1.2275686-3634829199
Image Credit: Ramachandra Babu/©Gulf News

When legendary Washington Post journalist Bob Woodward turned his attention in 1991 to a telling of the events that led to the First Gulf War, it was critical that he sit with General Colin Powell, then the chairman of the US joint chiefs-of-staff.

The story goes that he agreed to talk with the Pulitzer Prize-winning journalist, but Powell’s wife advised strongly against it, urging him to be very careful. Powell went ahead and spoke anyway.

“Woodward had the disarming voice and manner of a Boy Scout offering to help an old lady across the street,” Powell later observed in his autobiography. Nearly three decades may have passed since that wry observation, but Woodward is still using all the charm of a Boy Scout to disarm and ultimately inform, as his latest book Fear: Trump in the White House does.

The book offers a worrying and highly detailed perspective of the siege mentality and personalities clashing in the current White House administration, with United States President Donald Trump dismissing him and it as a “con”.

The reality, though, is that Woodward, is truly an “icon”.

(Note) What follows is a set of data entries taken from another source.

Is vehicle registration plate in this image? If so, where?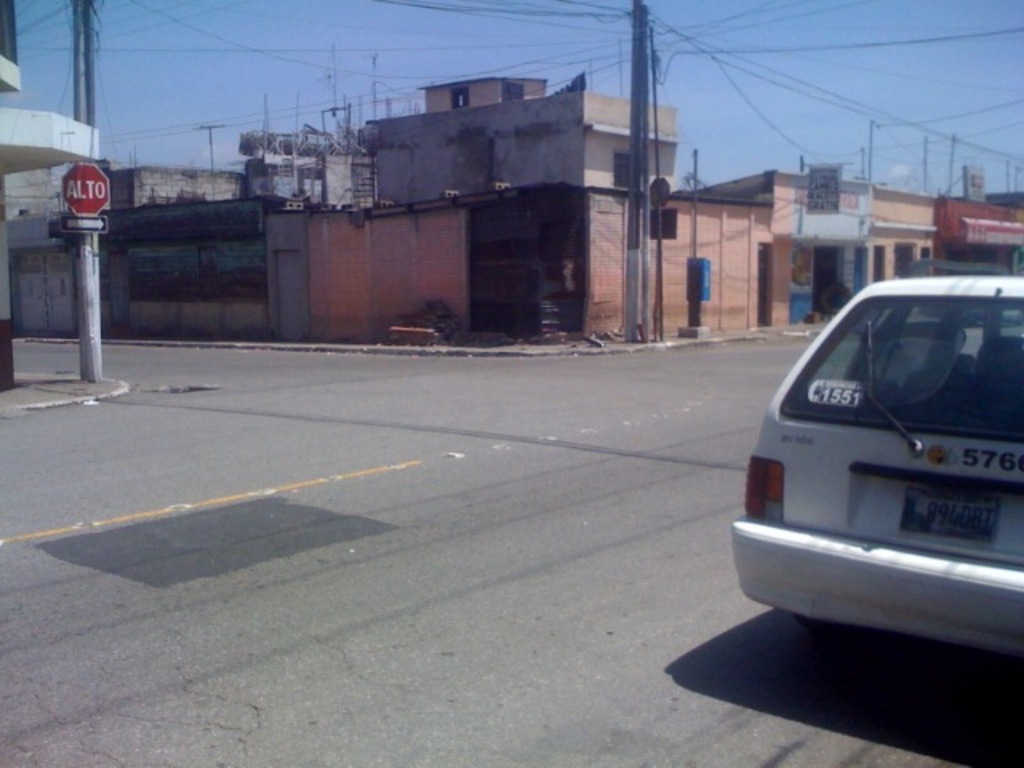
Yes, at x1=899, y1=482, x2=1006, y2=544.
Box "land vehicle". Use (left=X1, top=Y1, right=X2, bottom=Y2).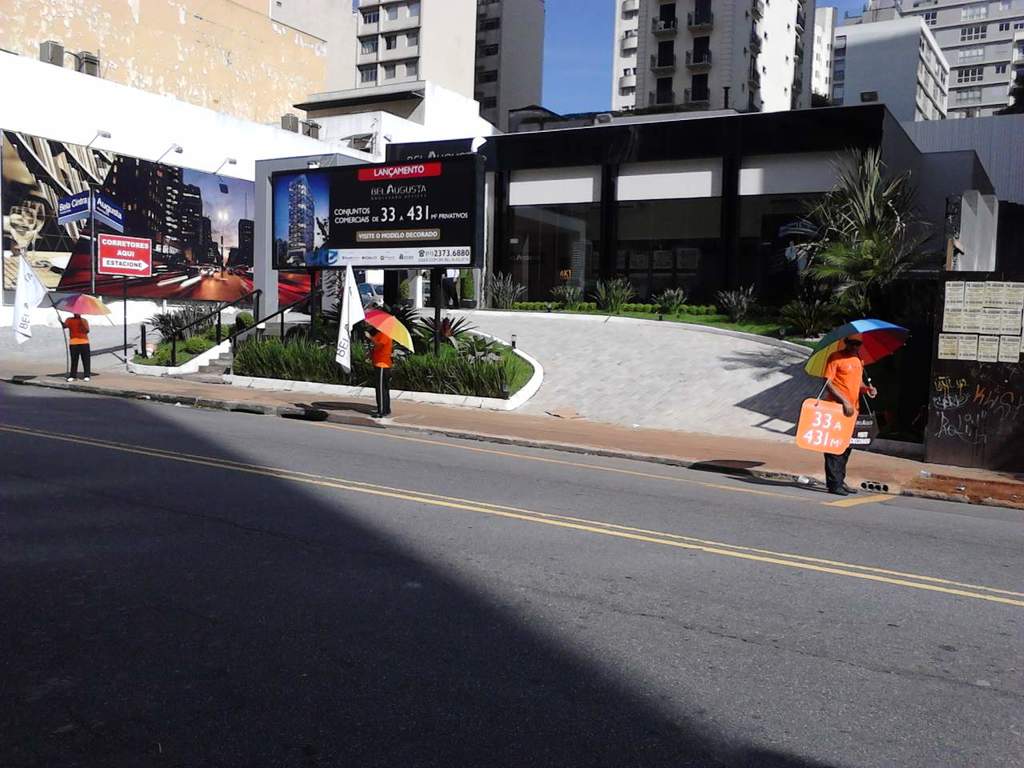
(left=191, top=263, right=218, bottom=285).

Some 35 years ago, for this young journalism student, All the President’s Men was mandatory viewing on reporting and the use of sources. That 1976 movie, starring Robert Redford as Woodward and Dustin Hoffman as Carl Bernstein, details the events and reporting that led to the resignation of former US president Richard Nixon in the wake of the Watergate break-in and subsequent cover-up attempts by the White House. It came two years after the Woodward and Bernstein book that told the story of how their basic reporting, following the money, digging a little deeper, talking to people and knocking on doors ultimately led all the way back to the Oval Office — and the tape recording system there. And when there was a roadblock, Deep Throat, a source who knew details of the cover-up, was there to point — and developing those sources and building trust and credibility is one of the most challenging aspects of journalism.

Today, many journalists are reluctant to leave an office, instead doing research from a laptop — “churnalism” as I like to describe it. For Nixon, who famously sat with David Frost in a series of televised interviews, Woodward was the reason former first lady Pat Nixon suffered a stroke and ultimately died, and spoke of the journalist with visceral hatred to the day he passed on.

The ironic thing is that Woodward was turned down for a reporting job at the Washington Post after an initial two-week trial. He had spent five years in the US Navy, coming out in 1970 as a Lieutenant who fancied the idea of being a journalist. He went to a Washington suburban daily instead for a year to learn the ropes, then was hired by the Post after that first failed attempt. He was 29 and just weeks into the job when he got a tip about a burglary at the headquarters of the Democratic National Convention. That tip was to shake Washington, the Oval Office, the Presidency and the entire Constitution of the US to its core — changing his life forever.

With Fear, the associate editor of Washington Post has now penned 18 books on the presidents and events that have shaped that institution, that city, that country and touched others around the world, based solely on the personal preferences and prejudices of presidents and policy advisers orbiting that Oval Office.

While the current reaction to Fear has been to condemn it from inside the administration, Woodward spent hundreds of hours talking to sources, researching the minutia of the moments, reconstructing events. Reporting. If all the classes and theory of the news business had to be distilled down to its most basic essence, it would be this: Tell what happened — and get it right.

Put together that, in essence, is what makes this 75-year-old veteran of the news business so impeccable and so unimpeachable by the criticism and barbs of those who feel the weight of his words.

His works and words have been aimed insightfully on the entertainment industry, the Justices of the US Supreme Court, the intelligence community and US military leaders, the US Federal Reserve as well as former presidents Nixon, Bill Clinton, Barack Obama and George W. Bush.

For the marriage of the Clintons, the details reported by Woodward were excruciatingly painful — and accurate.

For president Bush, who sat for hours with Woodward, the Washington Post veteran was equally as devastating, painting the images of holder of the highest office in the US dealing with the aftermath of 9/11 and making the decision to invade both Afghanistan and Iraq — and to use torture and other immoral techniques in a quest for American “justice”.

There is a weight of evidence that suggests that the details reported by Woodward are surprisingly accurate and unembellished by agenda or any grievance.

There’s a saying too in the news business that journalists are only as good as their last byline. Woodward has amassed so many bylines and books over the past five decades that he writes with gravitas and credibility. And while the political mud will be thrown at him, it won’t stick — Boy Scout uniforms always come good in the wash.